“This has never been done before, to push macroscopic objects at speeds approaching the speed of light,” said Lubin, a professor in the Department of Physics. New propulsion technologies are required - and this is where the UCSB directed energy research program of using light as the “propellant” comes in.

rocket fuel) is out it can’t provide enough energy to move the craft fast enough, and the weight of it and current systems needed to propel the ship are not viable for the relativistic speeds the craft needs to achieve. Traditional onboard chemical propulsion (a.k.a. That challenge is a major focus of Lubin’s work, in which he reimagines the technology it would take to reach the next solar system in human terms. If they were headed to the closest star, it would take them more than 80,000 years to reach it. But the car-sized probes, traveling at speeds of more than 35,000 miles per hour, took 40 years to reach there and their distance from Earth is only a tiny fraction of that to the next star. The Voyager missions have proven that we can send objects across the 12 billion miles it takes to exit the bubble surrounding our solar system, the heliosphere. The biggest challenge to human-scale interstellar travel is the enormous distance between Earth and the nearest stars. Such drive toward ceaseless exploration lies at the core of who we are as a species.” We explore at smaller and smaller levels down to subatomic levels and we also explore at increasingly larger scales. “Look at the history of the human species. “I think it’s our destiny to keep exploring,” Rothman said. The result of their collaboration was published in the journal Acta Astronautica. “The Apollo moon voyages were among the most momentous events in my life and contemplating them still blows my mind,” said Rothman, a distinguished professor in the Department of Molecular, Cellular and Developmental Biology, and a self-admitted “space geek.”Ī mere 50 years have passed since that pivotal era, but humanity’s knowledge of space and the technology to explore it have improved immensely, enough for Rothman to join experimental cosmologist Lubin in considering what it would take for living beings to embark on a journey across the vast distance separating us from our nearest neighbor in the galaxy.

Born of a generation that saw breathtaking advances in space exploration, they carry the unbridled optimism and creative spark of the early Space Age, when humans first found they could leave the Earth. Although we may not see it in our lifetimes - at least not some real version of the fictional warp-speeding, hyperdriving, space-folding sort - we are having early conversations of how life could escape the tether of our solar system, using technology that is within reach.įor UC Santa Barbara professors Philip Lubin and Joel Rothman, it’s a great time to be alive. No longer solely in the realm of science fiction, the possibility of interstellar travel has appeared, tantalizingly, on the horizon.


• Prompt: Find where "is (720, 1369)." occurs in the data below, and retype that line and every later line exactly.

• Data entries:
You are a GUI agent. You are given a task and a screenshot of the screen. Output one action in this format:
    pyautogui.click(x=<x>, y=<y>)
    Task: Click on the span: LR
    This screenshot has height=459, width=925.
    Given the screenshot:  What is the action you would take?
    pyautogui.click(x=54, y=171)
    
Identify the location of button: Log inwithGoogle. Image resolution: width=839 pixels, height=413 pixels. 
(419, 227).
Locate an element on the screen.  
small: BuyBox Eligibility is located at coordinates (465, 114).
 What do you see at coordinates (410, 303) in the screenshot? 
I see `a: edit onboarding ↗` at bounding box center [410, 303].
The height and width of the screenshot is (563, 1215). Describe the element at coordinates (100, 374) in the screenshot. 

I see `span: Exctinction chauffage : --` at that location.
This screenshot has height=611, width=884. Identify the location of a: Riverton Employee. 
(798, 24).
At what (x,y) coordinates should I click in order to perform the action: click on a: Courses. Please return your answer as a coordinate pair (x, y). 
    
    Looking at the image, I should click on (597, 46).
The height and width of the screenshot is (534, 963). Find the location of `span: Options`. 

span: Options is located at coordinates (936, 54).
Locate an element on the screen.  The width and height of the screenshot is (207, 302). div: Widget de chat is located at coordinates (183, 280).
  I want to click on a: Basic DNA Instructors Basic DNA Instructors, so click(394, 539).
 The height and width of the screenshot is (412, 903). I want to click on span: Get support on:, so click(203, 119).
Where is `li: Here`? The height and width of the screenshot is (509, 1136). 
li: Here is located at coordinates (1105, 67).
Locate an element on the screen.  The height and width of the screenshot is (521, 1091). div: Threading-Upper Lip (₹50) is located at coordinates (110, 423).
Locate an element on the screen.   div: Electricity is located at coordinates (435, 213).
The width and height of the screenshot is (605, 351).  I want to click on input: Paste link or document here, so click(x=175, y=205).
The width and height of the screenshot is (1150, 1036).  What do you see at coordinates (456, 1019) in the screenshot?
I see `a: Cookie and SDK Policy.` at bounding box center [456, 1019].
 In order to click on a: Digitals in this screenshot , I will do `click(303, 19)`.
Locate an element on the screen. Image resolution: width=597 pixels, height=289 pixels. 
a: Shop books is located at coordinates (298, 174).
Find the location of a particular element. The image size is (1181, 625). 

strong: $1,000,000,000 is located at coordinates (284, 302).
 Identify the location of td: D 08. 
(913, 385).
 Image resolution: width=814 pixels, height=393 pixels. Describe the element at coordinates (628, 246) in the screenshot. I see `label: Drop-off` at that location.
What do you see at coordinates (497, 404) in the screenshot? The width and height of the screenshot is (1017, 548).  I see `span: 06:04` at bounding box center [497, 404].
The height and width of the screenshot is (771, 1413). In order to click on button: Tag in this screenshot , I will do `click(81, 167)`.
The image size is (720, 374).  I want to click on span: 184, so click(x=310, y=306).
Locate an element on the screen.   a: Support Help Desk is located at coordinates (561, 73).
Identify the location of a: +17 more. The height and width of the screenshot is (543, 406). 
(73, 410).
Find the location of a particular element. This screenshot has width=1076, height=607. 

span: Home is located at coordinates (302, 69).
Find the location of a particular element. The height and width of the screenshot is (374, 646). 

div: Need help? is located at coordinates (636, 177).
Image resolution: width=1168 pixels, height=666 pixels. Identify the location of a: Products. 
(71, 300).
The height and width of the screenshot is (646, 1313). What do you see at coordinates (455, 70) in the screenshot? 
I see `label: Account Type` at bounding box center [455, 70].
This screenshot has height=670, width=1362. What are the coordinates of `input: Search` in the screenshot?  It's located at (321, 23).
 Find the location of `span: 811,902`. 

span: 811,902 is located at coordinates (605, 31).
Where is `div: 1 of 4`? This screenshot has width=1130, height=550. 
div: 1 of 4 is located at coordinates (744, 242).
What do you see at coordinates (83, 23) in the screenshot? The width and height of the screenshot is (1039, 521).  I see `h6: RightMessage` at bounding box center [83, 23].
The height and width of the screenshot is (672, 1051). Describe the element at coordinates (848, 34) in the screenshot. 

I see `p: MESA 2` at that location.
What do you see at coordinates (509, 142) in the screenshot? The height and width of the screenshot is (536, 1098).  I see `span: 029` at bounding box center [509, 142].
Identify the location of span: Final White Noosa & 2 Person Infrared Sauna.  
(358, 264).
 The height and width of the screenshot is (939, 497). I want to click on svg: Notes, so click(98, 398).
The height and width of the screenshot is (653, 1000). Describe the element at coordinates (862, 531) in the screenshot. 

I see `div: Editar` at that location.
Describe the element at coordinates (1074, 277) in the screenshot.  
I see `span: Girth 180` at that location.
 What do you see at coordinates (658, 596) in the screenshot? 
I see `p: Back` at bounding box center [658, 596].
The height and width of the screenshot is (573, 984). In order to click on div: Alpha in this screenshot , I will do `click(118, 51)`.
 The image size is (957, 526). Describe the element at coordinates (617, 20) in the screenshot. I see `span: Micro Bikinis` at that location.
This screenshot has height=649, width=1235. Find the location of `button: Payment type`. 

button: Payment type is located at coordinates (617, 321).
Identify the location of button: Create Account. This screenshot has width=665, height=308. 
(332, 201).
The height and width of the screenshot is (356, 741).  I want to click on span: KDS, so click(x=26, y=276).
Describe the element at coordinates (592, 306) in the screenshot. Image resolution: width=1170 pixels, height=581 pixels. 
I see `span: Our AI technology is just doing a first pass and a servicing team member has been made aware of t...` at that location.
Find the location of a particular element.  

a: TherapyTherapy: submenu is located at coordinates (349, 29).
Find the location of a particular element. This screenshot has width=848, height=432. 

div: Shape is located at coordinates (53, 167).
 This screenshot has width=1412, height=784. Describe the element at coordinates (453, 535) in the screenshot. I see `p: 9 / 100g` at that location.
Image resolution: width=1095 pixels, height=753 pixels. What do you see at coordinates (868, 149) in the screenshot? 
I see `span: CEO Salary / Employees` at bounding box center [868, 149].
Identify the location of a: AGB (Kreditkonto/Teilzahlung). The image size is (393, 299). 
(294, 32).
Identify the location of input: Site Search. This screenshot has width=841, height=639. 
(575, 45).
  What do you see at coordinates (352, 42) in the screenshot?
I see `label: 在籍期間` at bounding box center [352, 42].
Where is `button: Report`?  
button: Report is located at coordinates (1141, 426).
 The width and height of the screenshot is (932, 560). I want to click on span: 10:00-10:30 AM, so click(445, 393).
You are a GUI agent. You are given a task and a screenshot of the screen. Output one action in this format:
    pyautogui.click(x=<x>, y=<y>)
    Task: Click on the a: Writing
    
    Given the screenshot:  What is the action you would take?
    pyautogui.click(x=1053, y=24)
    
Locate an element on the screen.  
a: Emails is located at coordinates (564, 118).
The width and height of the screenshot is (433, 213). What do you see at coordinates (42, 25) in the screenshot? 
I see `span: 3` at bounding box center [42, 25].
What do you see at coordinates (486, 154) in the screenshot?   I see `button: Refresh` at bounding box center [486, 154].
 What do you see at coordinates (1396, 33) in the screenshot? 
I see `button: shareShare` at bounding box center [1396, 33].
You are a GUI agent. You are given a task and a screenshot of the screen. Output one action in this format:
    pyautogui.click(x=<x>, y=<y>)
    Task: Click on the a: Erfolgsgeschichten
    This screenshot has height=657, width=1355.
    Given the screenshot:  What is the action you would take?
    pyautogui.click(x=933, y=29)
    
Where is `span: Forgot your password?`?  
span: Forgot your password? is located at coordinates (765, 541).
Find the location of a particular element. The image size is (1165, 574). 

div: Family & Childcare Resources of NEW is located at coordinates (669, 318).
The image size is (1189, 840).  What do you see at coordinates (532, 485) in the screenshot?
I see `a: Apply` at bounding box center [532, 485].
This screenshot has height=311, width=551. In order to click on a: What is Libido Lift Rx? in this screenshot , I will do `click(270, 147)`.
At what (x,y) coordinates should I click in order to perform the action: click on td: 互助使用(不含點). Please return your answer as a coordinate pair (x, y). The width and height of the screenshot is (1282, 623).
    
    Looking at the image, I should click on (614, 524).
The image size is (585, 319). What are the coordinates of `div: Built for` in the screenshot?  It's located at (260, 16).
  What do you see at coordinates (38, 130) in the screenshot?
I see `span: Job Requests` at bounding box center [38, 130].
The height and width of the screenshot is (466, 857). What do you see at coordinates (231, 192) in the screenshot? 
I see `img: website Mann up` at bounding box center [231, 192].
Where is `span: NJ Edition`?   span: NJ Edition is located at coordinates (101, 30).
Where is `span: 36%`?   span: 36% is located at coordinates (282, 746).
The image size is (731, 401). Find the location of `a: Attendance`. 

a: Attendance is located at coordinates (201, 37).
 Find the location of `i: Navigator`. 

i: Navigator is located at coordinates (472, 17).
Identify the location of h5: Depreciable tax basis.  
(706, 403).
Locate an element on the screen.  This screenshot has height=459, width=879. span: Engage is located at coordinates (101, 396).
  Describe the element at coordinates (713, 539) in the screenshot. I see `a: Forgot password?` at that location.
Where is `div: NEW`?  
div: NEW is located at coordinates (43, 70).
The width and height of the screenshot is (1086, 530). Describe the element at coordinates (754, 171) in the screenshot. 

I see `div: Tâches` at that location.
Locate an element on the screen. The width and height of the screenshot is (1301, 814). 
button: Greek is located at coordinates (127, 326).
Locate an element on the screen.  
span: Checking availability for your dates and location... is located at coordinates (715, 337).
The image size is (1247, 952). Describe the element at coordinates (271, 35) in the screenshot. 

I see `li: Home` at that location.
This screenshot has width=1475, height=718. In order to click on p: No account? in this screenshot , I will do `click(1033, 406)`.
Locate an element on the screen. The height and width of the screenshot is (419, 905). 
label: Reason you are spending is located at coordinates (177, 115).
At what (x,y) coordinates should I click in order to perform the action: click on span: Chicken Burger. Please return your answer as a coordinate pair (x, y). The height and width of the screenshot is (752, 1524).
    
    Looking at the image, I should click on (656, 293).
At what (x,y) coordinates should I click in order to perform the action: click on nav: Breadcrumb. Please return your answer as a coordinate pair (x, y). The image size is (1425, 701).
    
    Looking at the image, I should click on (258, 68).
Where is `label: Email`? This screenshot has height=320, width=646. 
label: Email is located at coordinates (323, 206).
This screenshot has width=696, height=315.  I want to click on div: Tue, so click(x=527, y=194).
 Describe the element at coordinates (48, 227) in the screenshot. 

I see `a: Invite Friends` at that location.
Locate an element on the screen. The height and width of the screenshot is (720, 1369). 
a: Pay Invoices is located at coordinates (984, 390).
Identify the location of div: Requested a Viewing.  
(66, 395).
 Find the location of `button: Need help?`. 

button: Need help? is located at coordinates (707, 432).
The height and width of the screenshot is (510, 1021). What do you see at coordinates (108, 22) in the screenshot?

• Result below:
Locate an element on the screen. The height and width of the screenshot is (720, 1369). 
a: Pay Invoices is located at coordinates (984, 390).
Identify the location of div: Requested a Viewing.  
(66, 395).
 Find the location of `button: Need help?`. 

button: Need help? is located at coordinates (707, 432).
The height and width of the screenshot is (510, 1021). What do you see at coordinates (108, 22) in the screenshot?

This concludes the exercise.